▶ **What to work on**
Reproduce exactly the line that contains "reading: 85.6 (no unit)" and every line after it through the end of the records below, leaving out all pictures.

▶ **Provided information**
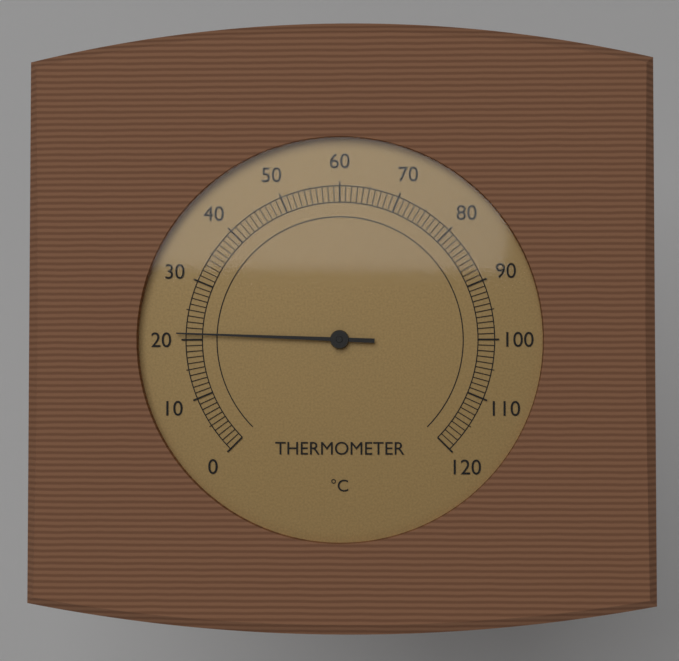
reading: 21 °C
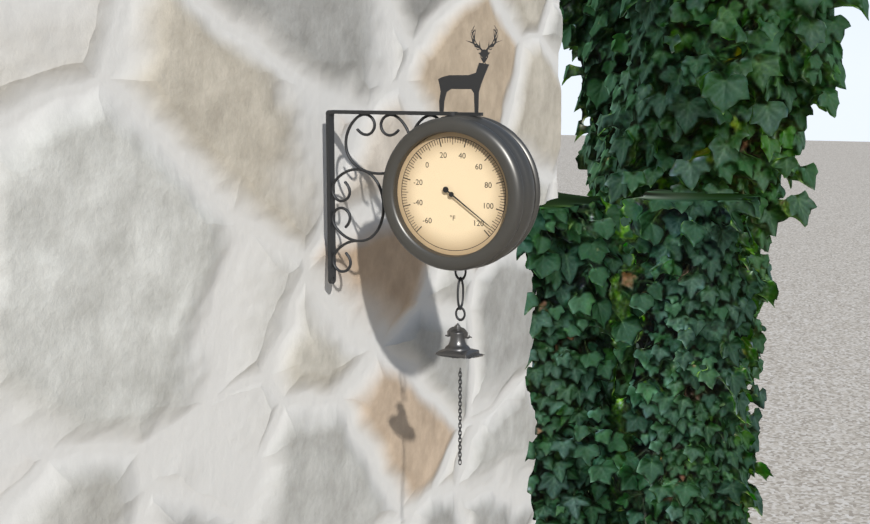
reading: 114 °F
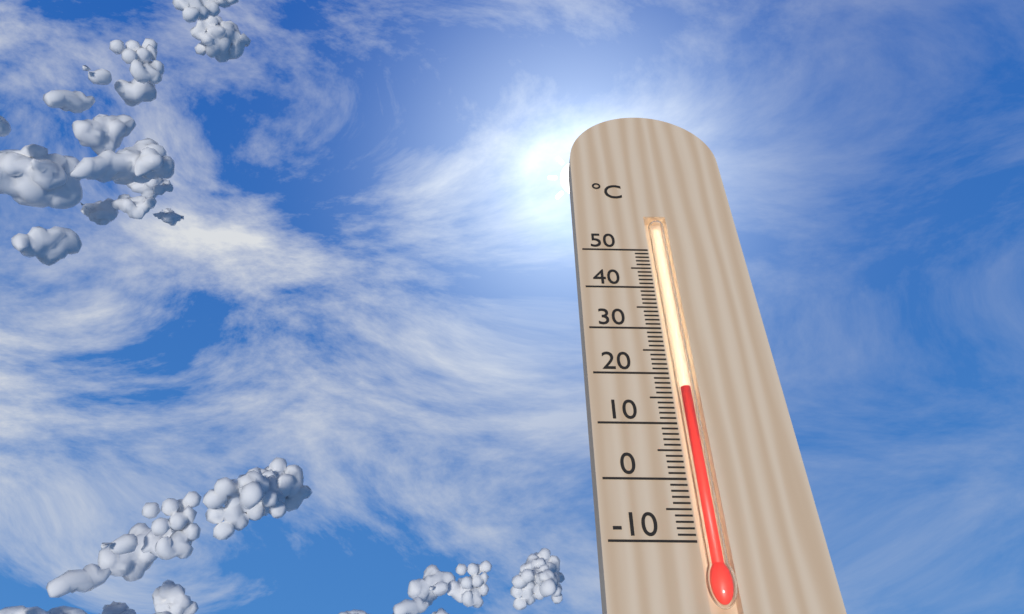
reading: 17 °C
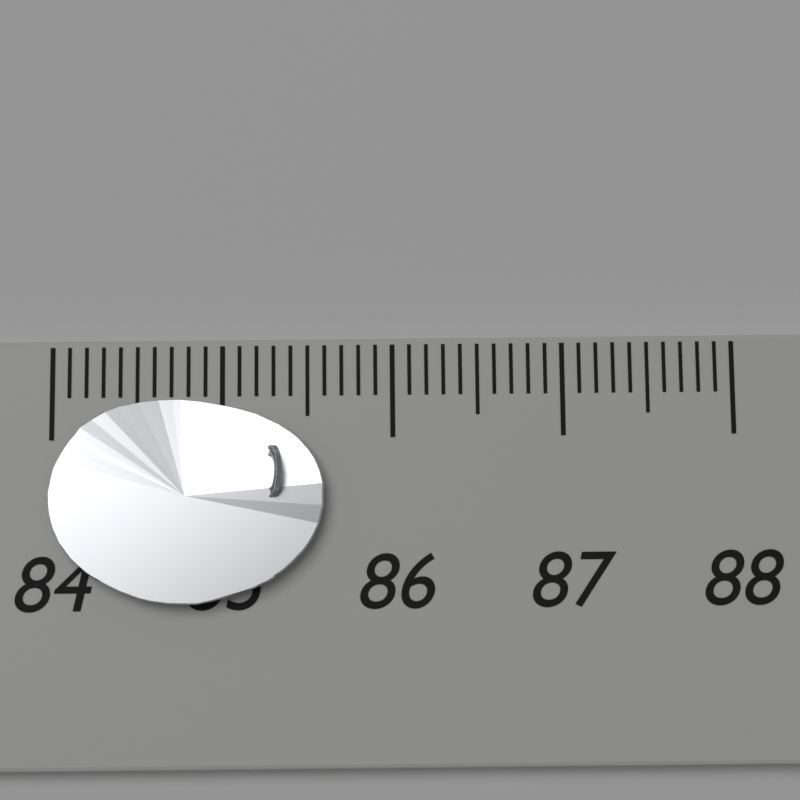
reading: 85.6 (no unit)
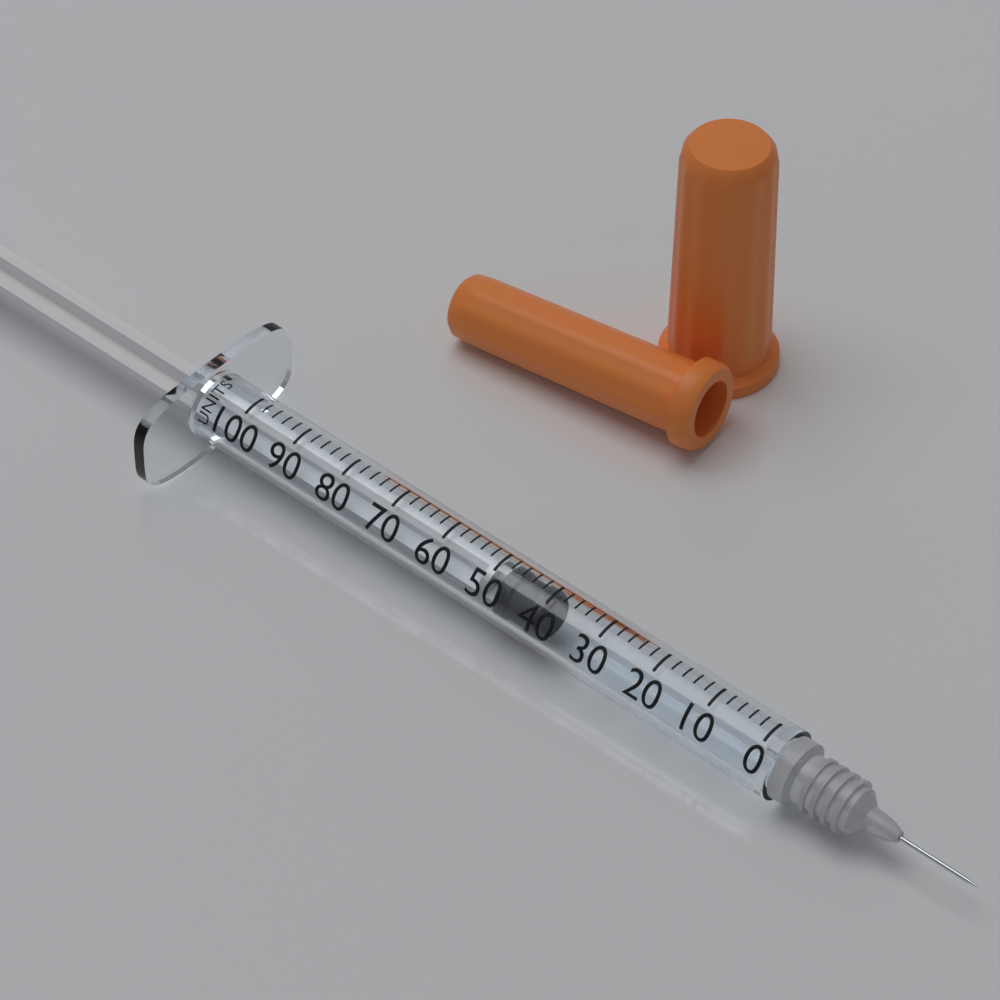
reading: 40 units
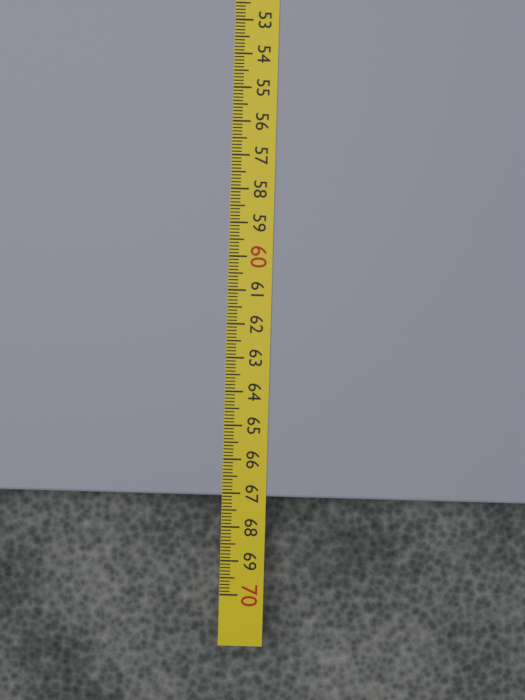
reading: 67.1 cm
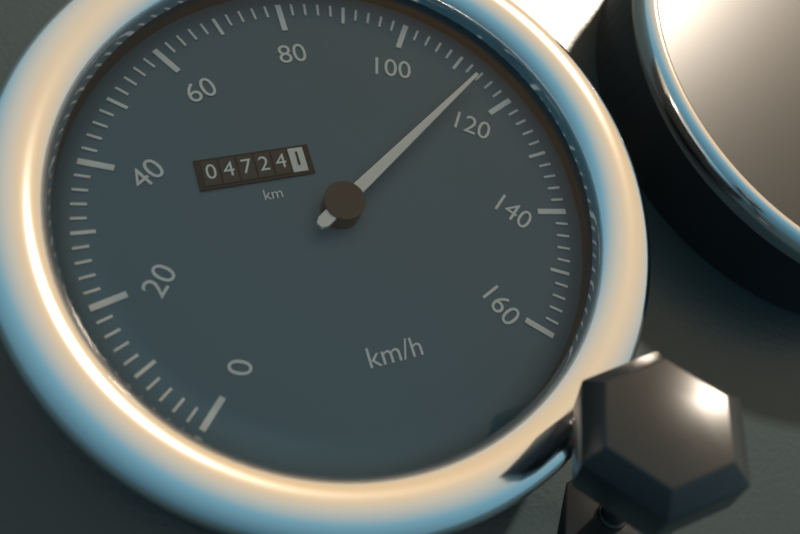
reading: 114 km/h
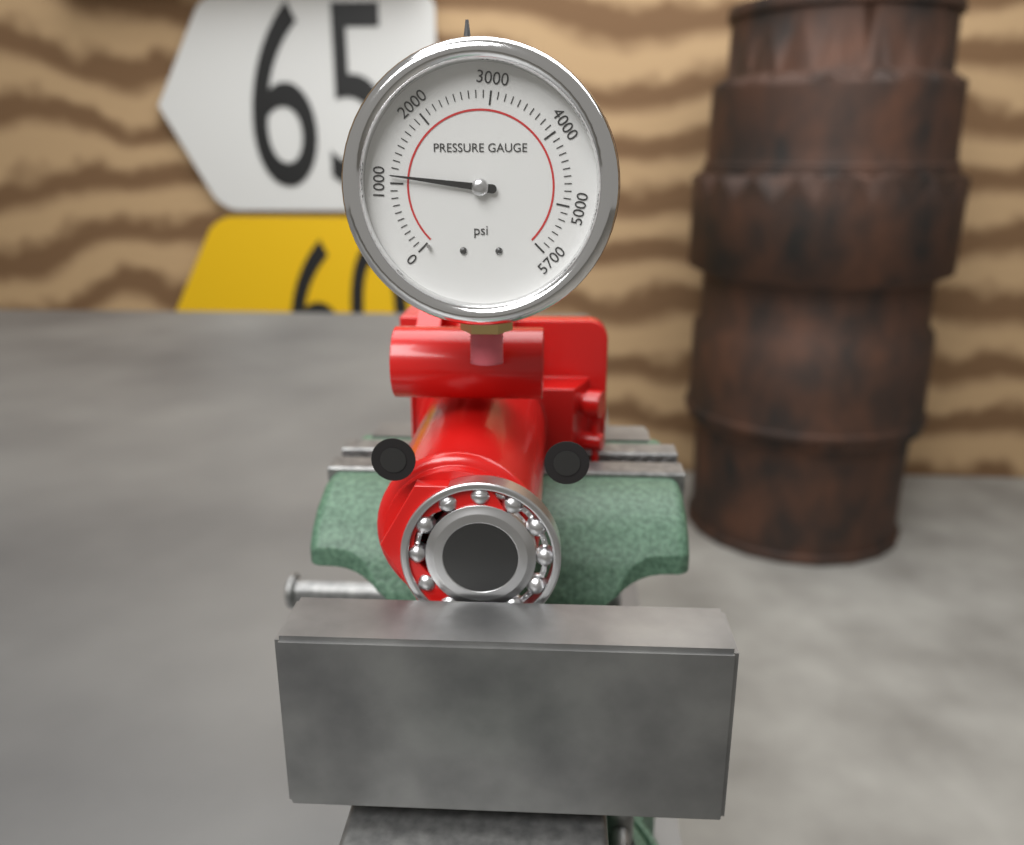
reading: 1100 psi
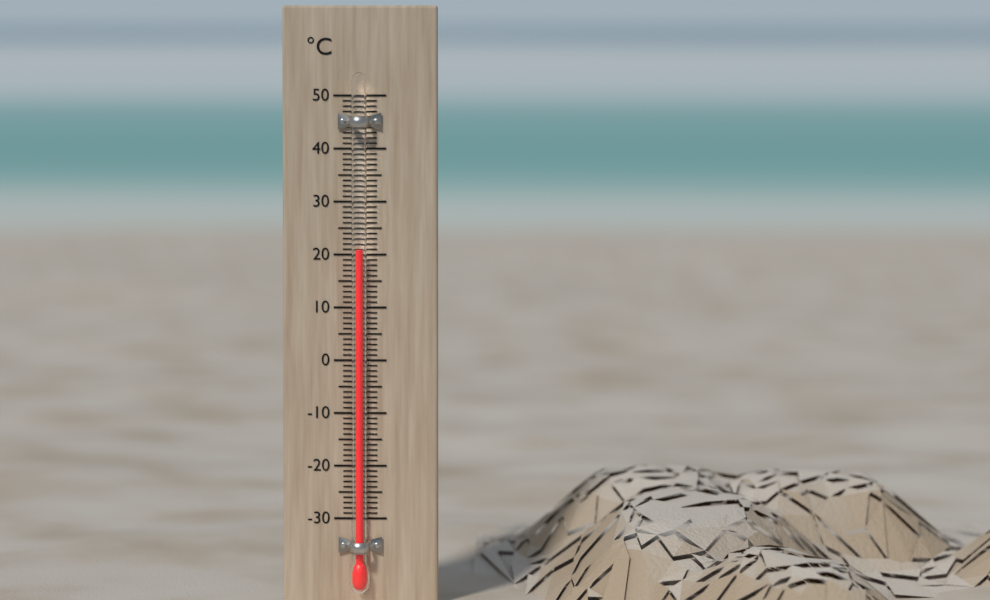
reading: 21 °C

▶ **Answer for this exercise**
reading: 85.6 (no unit)
reading: 40 units
reading: 67.1 cm
reading: 114 km/h
reading: 1100 psi
reading: 21 °C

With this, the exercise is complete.